Given the wide range of applications, it’s no surprise we frequently get fascinating questions about chatbots and their development. Let’s answer a couple of them.

How long does it take to develop a chatbot, and what about the cost?

The timeline depends largely on the chatbot’s complexity:

  • Basic response generation — about a week, assuming the data is in excellent condition — though this is rare in real-world scenarios.
  • Working with structured data — add another week or two.
  • Unstructured or large-scale data — this can stretch the development timeline to several months.
  • Integrations (e.g., Telegram, Teams, etc.) — anywhere from a week to several months, depending on the platform and requirements.

As for the question, “How much does it cost to develop an AI chatbot?” the answer is more straightforward: 80% of the cost typically goes toward data handling, while the remaining 20% covers everything else. The biggest challenge? Data management. High-quality data leads to a high-performing chatbot, while poor-quality data can turn the setup process into a lengthy and costly endeavor.

What are the top chatbot features in 2025?

  • Real-time large language model (LLM) inference for instant translation and adaptive responses
  • Multilingual capabilities, supporting multiple languages (a major challenge for large models)
  • Security measures, including data protection and preventing leaks and attacks

Wrapping up

When it comes to developing AI solutions, cost-effectiveness is always top of mind. Yet, no two AI initiatives are the same. Striking the right balance between budget efficiency and long-term success demands a thoughtful blend of strategy and a deep dive into a multitude of factors. The key here is that this delicate balancing act doesn’t equate to sacrificing performance or putting your business at risk just to save a few dollars.

If that sounds like a bold statement — well, at Oxagile, we’ve witnessed this play out time and time again.

Our AI expertise stretches across industries like AdTech, where we’ve built AI-powered ad generation tool that optimizes creative production. In sports, we’ve developed real-time highlight compilation solution that transforms the fan experience. And in public safety, our next-gen computer vision platform helps enhance security through advanced video analysis.
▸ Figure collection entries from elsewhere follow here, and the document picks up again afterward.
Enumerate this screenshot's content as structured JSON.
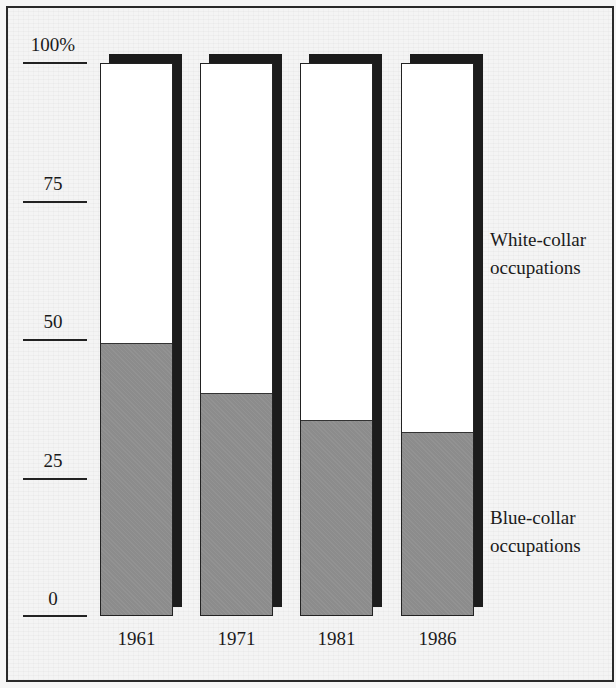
{
  "chart_data": {
    "type": "bar",
    "stacked": true,
    "title": "",
    "xlabel": "",
    "ylabel": "",
    "ylim": [
      0,
      100
    ],
    "y_ticks": [
      "0",
      "25",
      "50",
      "75",
      "100%"
    ],
    "y_tick_values": [
      0,
      25,
      50,
      75,
      100
    ],
    "categories": [
      "1961",
      "1971",
      "1981",
      "1986"
    ],
    "series": [
      {
        "name": "Blue-collar occupations",
        "values": [
          49,
          40,
          35,
          33
        ],
        "color": "#8c8c8c"
      },
      {
        "name": "White-collar occupations",
        "values": [
          51,
          60,
          65,
          67
        ],
        "color": "#ffffff"
      }
    ],
    "legend": {
      "position": "right, inline labels",
      "entries": [
        "White-collar occupations",
        "Blue-collar occupations"
      ]
    },
    "grid": false,
    "style": "3D drop-shadow bars"
  },
  "axis": {
    "ticks": [
      {
        "label": "100%",
        "value": 100
      },
      {
        "label": "75",
        "value": 75
      },
      {
        "label": "50",
        "value": 50
      },
      {
        "label": "25",
        "value": 25
      },
      {
        "label": "0",
        "value": 0
      }
    ]
  },
  "labels": {
    "white_line1": "White-collar",
    "white_line2": "occupations",
    "blue_line1": "Blue-collar",
    "blue_line2": "occupations"
  }
}
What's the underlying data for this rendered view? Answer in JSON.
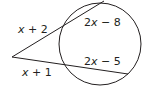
{
  "diagram": {
    "type": "secant-secant theorem figure",
    "colors": {
      "stroke": "#231f20",
      "background": "#ffffff"
    },
    "circle": {
      "cx": 100,
      "cy": 44,
      "r": 41
    },
    "vertex": {
      "x": 12,
      "y": 57
    },
    "secants": [
      {
        "name": "upper",
        "external_point": {
          "x": 62,
          "y": 26
        },
        "end_point": {
          "x": 104,
          "y": 1
        },
        "external_segment_label": {
          "var": "x",
          "rest": " + 2"
        },
        "internal_segment_label": {
          "coef": "2",
          "var": "x",
          "rest": " − 8"
        }
      },
      {
        "name": "lower",
        "external_point": {
          "x": 64,
          "y": 64
        },
        "end_point": {
          "x": 128,
          "y": 74
        },
        "external_segment_label": {
          "var": "x",
          "rest": " + 1"
        },
        "internal_segment_label": {
          "coef": "2",
          "var": "x",
          "rest": " − 5"
        }
      }
    ]
  }
}
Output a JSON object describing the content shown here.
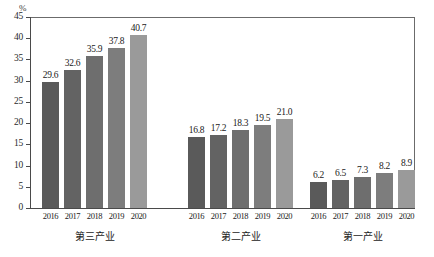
{
  "chart_data": {
    "type": "bar",
    "title": "",
    "subtitle": "",
    "xlabel": "",
    "ylabel": "",
    "unit_label": "%",
    "ylim": [
      0,
      45
    ],
    "ytick_step": 5,
    "ytick_labels": [
      "45",
      "40",
      "35",
      "30",
      "25",
      "20",
      "15",
      "10",
      "5",
      "0"
    ],
    "ytick_values": [
      45,
      40,
      35,
      30,
      25,
      20,
      15,
      10,
      5,
      0
    ],
    "grid": false,
    "legend": "none",
    "categories": [
      "2016",
      "2017",
      "2018",
      "2019",
      "2020"
    ],
    "groups": [
      {
        "name": "第三产业",
        "values": [
          29.6,
          32.6,
          35.9,
          37.8,
          40.7
        ],
        "labels": [
          "29.6",
          "32.6",
          "35.9",
          "37.8",
          "40.7"
        ],
        "xticks": [
          "2016",
          "2017",
          "2018",
          "2019",
          "2020"
        ]
      },
      {
        "name": "第二产业",
        "values": [
          16.8,
          17.2,
          18.3,
          19.5,
          21.0
        ],
        "labels": [
          "16.8",
          "17.2",
          "18.3",
          "19.5",
          "21.0"
        ],
        "xticks": [
          "2016",
          "2017",
          "2018",
          "2019",
          "2020"
        ]
      },
      {
        "name": "第一产业",
        "values": [
          6.2,
          6.5,
          7.3,
          8.2,
          8.9
        ],
        "labels": [
          "6.2",
          "6.5",
          "7.3",
          "8.2",
          "8.9"
        ],
        "xticks": [
          "2016",
          "2017",
          "2018",
          "2019",
          "2020"
        ]
      }
    ],
    "series_colors": [
      "#5a5a5a",
      "#636363",
      "#6e6e6e",
      "#7d7d7d",
      "#9a9a9a"
    ],
    "axis_color": "#4a4a4a",
    "frame_color": "#6b6b6b",
    "background_color": "#ffffff"
  }
}
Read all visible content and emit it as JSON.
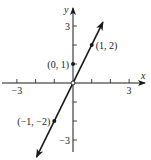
{
  "chart_data": {
    "type": "line",
    "title": "",
    "xlabel": "x",
    "ylabel": "y",
    "xlim": [
      -3,
      3
    ],
    "ylim": [
      -3,
      3
    ],
    "grid": false,
    "equation": "y = 2x + 1",
    "x_ticks": [
      -3,
      -2,
      -1,
      1,
      2,
      3
    ],
    "x_tick_labels": [
      {
        "value": -3,
        "label": "−3"
      },
      {
        "value": 3,
        "label": "3"
      }
    ],
    "y_ticks": [
      -3,
      -2,
      -1,
      1,
      2,
      3
    ],
    "y_tick_labels": [
      {
        "value": 3,
        "label": "3"
      },
      {
        "value": -3,
        "label": "−3"
      }
    ],
    "series": [
      {
        "name": "line",
        "x": [
          -1.95,
          1.6
        ],
        "y": [
          -3.9,
          3.2
        ],
        "arrows": "both"
      }
    ],
    "points": [
      {
        "x": 0,
        "y": 1,
        "label": "(0, 1)",
        "label_side": "left"
      },
      {
        "x": 1,
        "y": 2,
        "label": "(1, 2)",
        "label_side": "right"
      },
      {
        "x": -1,
        "y": -2,
        "label": "(−1, −2)",
        "label_side": "left"
      }
    ],
    "origin_marker": {
      "x": 0,
      "y": 0,
      "style": "open-circle"
    }
  }
}
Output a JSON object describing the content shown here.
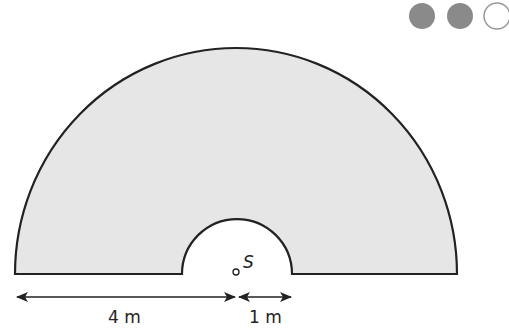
{
  "difficulty": {
    "filled": 2,
    "total": 3,
    "fill_color": "#8a8a8a"
  },
  "diagram": {
    "shape": "semicircular annulus (half ring)",
    "fill_color": "#e6e6e6",
    "outline_color": "#222222",
    "point_label": "S",
    "outer_width_label": "4 m",
    "inner_radius_label": "1 m"
  }
}
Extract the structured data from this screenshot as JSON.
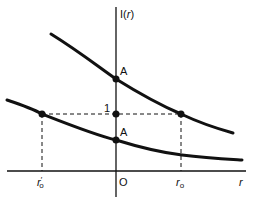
{
  "figure": {
    "y_axis_label": "I(r)",
    "y_axis_label_func": "I(",
    "y_axis_label_var": "r",
    "y_axis_label_close": ")",
    "x_axis_label": "r",
    "origin_label": "O",
    "unit_tick_label": "1",
    "upper_intercept_label": "A",
    "lower_intercept_label": "A",
    "r0_label": "r",
    "r0_subscript": "o",
    "r0_prime_label": "r",
    "r0_prime_mark": "′",
    "r0_prime_subscript": "o"
  },
  "colors": {
    "curve": "#111111",
    "axis": "#111111",
    "background": "#ffffff"
  }
}
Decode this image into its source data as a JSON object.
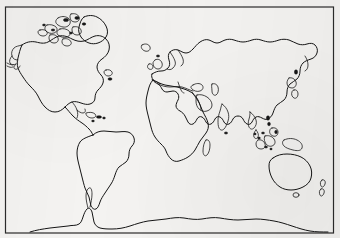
{
  "document": {
    "kind": "printed-map-scan",
    "title": "Blank World Map Outline",
    "caption": ""
  },
  "map": {
    "projection_label": "cylindrical",
    "frame": {
      "x": 5.5,
      "y": 7,
      "width": 328,
      "height": 226
    },
    "colors": {
      "paper": "#f4f3f1",
      "coastline": "#151515",
      "frame": "#2b2b2b"
    },
    "features": [
      {
        "name": "north-america",
        "label": "North America"
      },
      {
        "name": "greenland",
        "label": "Greenland"
      },
      {
        "name": "canadian-arctic-archipelago",
        "label": "Canadian Arctic Archipelago"
      },
      {
        "name": "alaska-aleutians",
        "label": "Alaska / Aleutian Islands"
      },
      {
        "name": "central-america",
        "label": "Central America"
      },
      {
        "name": "caribbean-islands",
        "label": "Caribbean Islands"
      },
      {
        "name": "south-america",
        "label": "South America"
      },
      {
        "name": "iceland",
        "label": "Iceland"
      },
      {
        "name": "british-isles",
        "label": "British Isles"
      },
      {
        "name": "scandinavia-europe",
        "label": "Europe"
      },
      {
        "name": "africa",
        "label": "Africa"
      },
      {
        "name": "madagascar",
        "label": "Madagascar"
      },
      {
        "name": "eurasia",
        "label": "Eurasia"
      },
      {
        "name": "arabian-peninsula",
        "label": "Arabian Peninsula"
      },
      {
        "name": "india-subcontinent",
        "label": "Indian Subcontinent"
      },
      {
        "name": "sri-lanka",
        "label": "Sri Lanka"
      },
      {
        "name": "japan",
        "label": "Japan"
      },
      {
        "name": "philippines",
        "label": "Philippines"
      },
      {
        "name": "indonesia",
        "label": "Indonesia"
      },
      {
        "name": "new-guinea",
        "label": "New Guinea"
      },
      {
        "name": "australia",
        "label": "Australia"
      },
      {
        "name": "tasmania",
        "label": "Tasmania"
      },
      {
        "name": "new-zealand",
        "label": "New Zealand"
      },
      {
        "name": "antarctica",
        "label": "Antarctica"
      }
    ]
  }
}
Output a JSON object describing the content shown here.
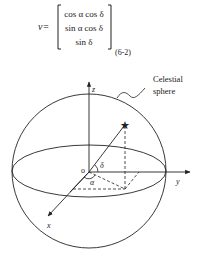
{
  "equation": {
    "lhs": "v=",
    "rows": [
      "cos α cos δ",
      "sin α cos δ",
      "sin δ"
    ],
    "number": "(6-2)"
  },
  "diagram": {
    "axes": {
      "x": "x",
      "y": "y",
      "z": "z"
    },
    "origin_label": "O",
    "angle_labels": {
      "declination": "δ",
      "right_ascension": "α"
    },
    "callout": [
      "Celestial",
      "sphere"
    ],
    "star_icon": "star",
    "line_color": "#222222"
  }
}
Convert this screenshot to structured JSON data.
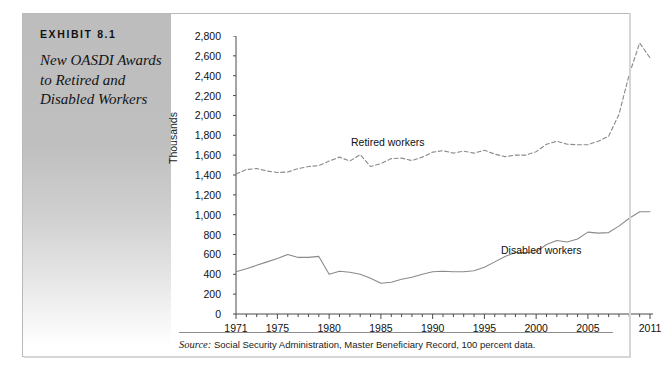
{
  "exhibit": {
    "label": "EXHIBIT 8.1",
    "title": "New OASDI Awards to Retired and Disabled Workers"
  },
  "source": {
    "keyword": "Source:",
    "text": " Social Security Administration, Master Beneficiary Record, 100 percent data."
  },
  "annotations": {
    "retired": "Retired workers",
    "disabled": "Disabled workers"
  },
  "chart_data": {
    "type": "line",
    "title": "New OASDI Awards to Retired and Disabled Workers",
    "xlabel": "",
    "ylabel": "Thousands",
    "xlim": [
      1971,
      2011
    ],
    "ylim": [
      0,
      2800
    ],
    "ytick_labels": [
      "2,800",
      "2,600",
      "2,400",
      "2,200",
      "2,000",
      "1,800",
      "1,600",
      "1,400",
      "1,200",
      "1,000",
      "800",
      "600",
      "400",
      "200",
      "0"
    ],
    "ytick_values": [
      2800,
      2600,
      2400,
      2200,
      2000,
      1800,
      1600,
      1400,
      1200,
      1000,
      800,
      600,
      400,
      200,
      0
    ],
    "xtick_labels": [
      "1971",
      "1975",
      "1980",
      "1985",
      "1990",
      "1995",
      "2000",
      "2005",
      "2011"
    ],
    "xtick_values": [
      1971,
      1975,
      1980,
      1985,
      1990,
      1995,
      2000,
      2005,
      2011
    ],
    "grid": false,
    "legend": "inline-annotation",
    "x": [
      1971,
      1972,
      1973,
      1974,
      1975,
      1976,
      1977,
      1978,
      1979,
      1980,
      1981,
      1982,
      1983,
      1984,
      1985,
      1986,
      1987,
      1988,
      1989,
      1990,
      1991,
      1992,
      1993,
      1994,
      1995,
      1996,
      1997,
      1998,
      1999,
      2000,
      2001,
      2002,
      2003,
      2004,
      2005,
      2006,
      2007,
      2008,
      2009,
      2010,
      2011
    ],
    "series": [
      {
        "name": "Retired workers",
        "style": "dashed",
        "color": "#8a8a8a",
        "values": [
          1410,
          1455,
          1465,
          1440,
          1425,
          1430,
          1465,
          1485,
          1495,
          1540,
          1580,
          1540,
          1605,
          1485,
          1515,
          1565,
          1570,
          1545,
          1580,
          1630,
          1645,
          1620,
          1640,
          1620,
          1650,
          1610,
          1585,
          1600,
          1600,
          1635,
          1710,
          1740,
          1710,
          1705,
          1705,
          1740,
          1790,
          2010,
          2415,
          2730,
          2580
        ]
      },
      {
        "name": "Disabled workers",
        "style": "solid",
        "color": "#8a8a8a",
        "values": [
          425,
          455,
          490,
          525,
          560,
          600,
          570,
          570,
          580,
          400,
          430,
          420,
          400,
          360,
          310,
          320,
          350,
          370,
          400,
          425,
          430,
          425,
          425,
          435,
          470,
          525,
          580,
          620,
          620,
          625,
          700,
          740,
          725,
          755,
          825,
          815,
          820,
          885,
          965,
          1030,
          1030
        ]
      }
    ]
  }
}
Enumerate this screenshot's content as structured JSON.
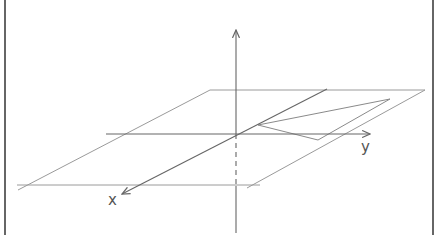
{
  "diagram": {
    "type": "3d-coordinate-system",
    "axes": {
      "x_label": "x",
      "y_label": "y",
      "z_label": ""
    },
    "colors": {
      "frame": "#333333",
      "axis": "#666666",
      "plane": "#9a9a9a",
      "triangle": "#8a8a8a",
      "label": "#555555"
    }
  }
}
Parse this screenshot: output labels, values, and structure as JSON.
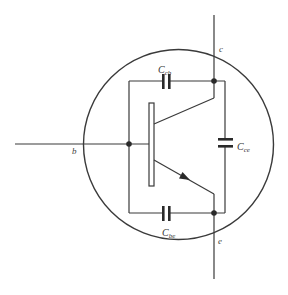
{
  "diagram": {
    "title": "",
    "type": "transistor-parasitic-capacitance-model",
    "colors": {
      "stroke": "#3a3a3a",
      "background": "#ffffff",
      "text": "#333333"
    },
    "terminals": {
      "base": {
        "label": "b"
      },
      "collector": {
        "label": "c"
      },
      "emitter": {
        "label": "e"
      }
    },
    "capacitors": {
      "cb": {
        "symbol": "C",
        "subscript": "cb"
      },
      "ce": {
        "symbol": "C",
        "subscript": "ce"
      },
      "be": {
        "symbol": "C",
        "subscript": "be"
      }
    },
    "components": [
      "bipolar-transistor-npn",
      "capacitor-collector-base",
      "capacitor-collector-emitter",
      "capacitor-base-emitter",
      "enclosing-circle"
    ]
  }
}
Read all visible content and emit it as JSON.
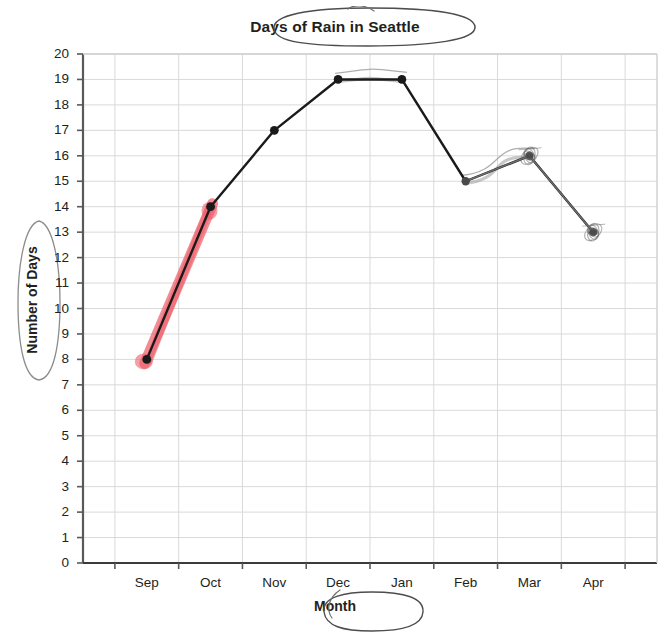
{
  "chart_data": {
    "type": "line",
    "title": "Days of Rain in Seattle",
    "xlabel": "Month",
    "ylabel": "Number of Days",
    "categories": [
      "Sep",
      "Oct",
      "Nov",
      "Dec",
      "Jan",
      "Feb",
      "Mar",
      "Apr"
    ],
    "values": [
      8,
      14,
      17,
      19,
      19,
      15,
      16,
      13
    ],
    "series": [
      {
        "name": "Days of Rain",
        "values": [
          8,
          14,
          17,
          19,
          19,
          15,
          16,
          13
        ]
      }
    ],
    "ylim": [
      0,
      20
    ],
    "ytick_step": 1,
    "yticks": [
      0,
      1,
      2,
      3,
      4,
      5,
      6,
      7,
      8,
      9,
      10,
      11,
      12,
      13,
      14,
      15,
      16,
      17,
      18,
      19,
      20
    ],
    "grid": true,
    "legend": "none",
    "line_color": "#1a1a1a",
    "marker_color": "#1a1a1a",
    "grid_color": "#d9d9d9",
    "axis_color": "#58595b",
    "annotations": [
      {
        "kind": "highlight-stroke",
        "name": "red-highlight-sep-to-oct",
        "color": "#ef5f6b",
        "from_category": "Sep",
        "to_category": "Oct",
        "from_value": 8,
        "to_value": 14
      },
      {
        "kind": "oval",
        "name": "title-oval",
        "target": "Days of Rain in Seattle",
        "color": "#4d4d4d"
      },
      {
        "kind": "oval",
        "name": "xaxis-title-oval",
        "target": "Month",
        "color": "#4d4d4d"
      },
      {
        "kind": "oval",
        "name": "yaxis-title-oval",
        "target": "Number of Days",
        "color": "#8c8c8c"
      },
      {
        "kind": "traced-segment",
        "name": "pencil-trace-dec-to-jan",
        "from_category": "Dec",
        "to_category": "Jan",
        "color": "#9b9b9b"
      },
      {
        "kind": "traced-segment",
        "name": "pencil-trace-feb-to-mar",
        "from_category": "Feb",
        "to_category": "Mar",
        "color": "#9b9b9b"
      },
      {
        "kind": "scribble-marker",
        "name": "scribble-over-mar-point",
        "target_category": "Mar",
        "target_value": 16,
        "color": "#6e6e6e"
      },
      {
        "kind": "scribble-marker",
        "name": "scribble-over-apr-point",
        "target_category": "Apr",
        "target_value": 13,
        "color": "#6e6e6e"
      }
    ]
  }
}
The possibilities are virtually endless. AI development and integration are anything but monotonous, offering the flexibility to design, tweak, and customize solutions and models to meet precise objectives. With a wealth of examples across countless sectors, we can always arm any business with the right tricks, tools, and strategies on how AI can work its magic for the specific case — delivering solutions that are both efficient and transformative.

Does integrating AI seem like assembling flat-pack furniture?

Does integrating AI seem like assembling flat-pack furniture?

There are numerous parts, each vital to the result, yet it’s unclear where to begin and the instructions are vague, right? Let us navigate you through this every step and help you make it all click.